Bannon may be endangered at White House
Rupert Murdoch has repeatedly urged President Donald Trump to fire him. Anthony Scaramucci, the president’s former communications director, thrashed him on television as a white nationalist. Lt. Gen. H.R. McMaster, the national security adviser, refused to even say he could work with him.
For months, Trump has considered ousting Steve Bannon, the White House chief strategist and relentless nationalist who ran the Breitbart website and called it a ‘‘platform for the alt-right.’’ Trump has sent Bannon to a kind of internal exile, and he has not met face-to-face for more than a week with a man who was once a fixture in the Oval Office, according to aides and friends of the president.
So far, Trump has not been able to follow through — a product of his dislike of confrontation, the bonds of a foxhole friendship forged during the 2016 presidential campaign and concerns about what mischief Bannon might do once he leaves the protective custody of the West Wing.
Not least, Bannon embodies the defiant populism at the core of the president’s agenda. Despite being marginalized, Bannon consulted with the president repeatedly over the weekend as Trump struggled to respond to the neo-Nazi rally in Charlottesville, Virginia. In general, Bannon has cautioned the president not to criticize far-right activists too severely for fear of antagonizing a small but energetic part of his base.
But what once endeared him to the president has now become a major liability. After the president waited two days to blame white supremacists for the violence in Charlottesville, there is new pressure from Trump’s critics to dismiss Bannon.
‘‘I don’t think that White House has a chance of functioning properly as long as there’s a resident lunatic fringe,’’ said Mark Salter, a longtime adviser to Sen. John McCain, R-Ariz.
Bannon also has admirers, including Rep. Mark Meadows, R-N.C. and the chairman of the House Freedom Caucus, who said that without Bannon, ‘‘there is a concern among conservatives that Washington, D.C., will influence the president in a way that moves him away from those voters that put him in the White House.’’
And Rep. Steve King, R-Iowa and an immigration hard-liner, said that shoving out Bannon would leave conservatives ‘‘crushed.’’

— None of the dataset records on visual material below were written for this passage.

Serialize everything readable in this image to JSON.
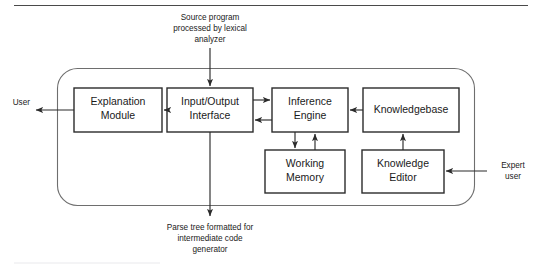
{
  "diagram": {
    "top_annotation": {
      "lines": [
        "Source program",
        "processed by lexical",
        "analyzer"
      ]
    },
    "bottom_annotation": {
      "lines": [
        "Parse tree formatted for",
        "intermediate code",
        "generator"
      ]
    },
    "external_actors": {
      "user": "User",
      "expert_user_lines": [
        "Expert",
        "user"
      ]
    },
    "nodes": [
      {
        "id": "explanation-module",
        "lines": [
          "Explanation",
          "Module"
        ]
      },
      {
        "id": "input-output-interface",
        "lines": [
          "Input/Output",
          "Interface"
        ]
      },
      {
        "id": "inference-engine",
        "lines": [
          "Inference",
          "Engine"
        ]
      },
      {
        "id": "knowledgebase",
        "lines": [
          "Knowledgebase"
        ]
      },
      {
        "id": "working-memory",
        "lines": [
          "Working",
          "Memory"
        ]
      },
      {
        "id": "knowledge-editor",
        "lines": [
          "Knowledge",
          "Editor"
        ]
      }
    ],
    "colors": {
      "node_stroke": "#2b2b2b",
      "node_fill": "#ffffff",
      "boundary_stroke": "#6e6e6e",
      "link_stroke": "#2b2b2b",
      "text": "#1a1a1a",
      "background": "#ffffff"
    }
  }
}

Bannon, who adamantly rejects claims that he is a racist or a sympathizer of white supremacists, is in trouble with John Kelly, a retired Marine general and the new White House chief of staff. Kelly has told Trump’s top staff that he will not tolerate Bannon’s shadowland machinations, according to a dozen current and former Trump aides and associates with knowledge of the situation.
Bannon’s purported crimes: leaking nasty stories about McMaster and other colleagues he deems insufficiently populist; feuding bitterly with Trump’s son-in-law, Jared Kushner; and creating his own cadre within the West Wing that operates outside the chain of command.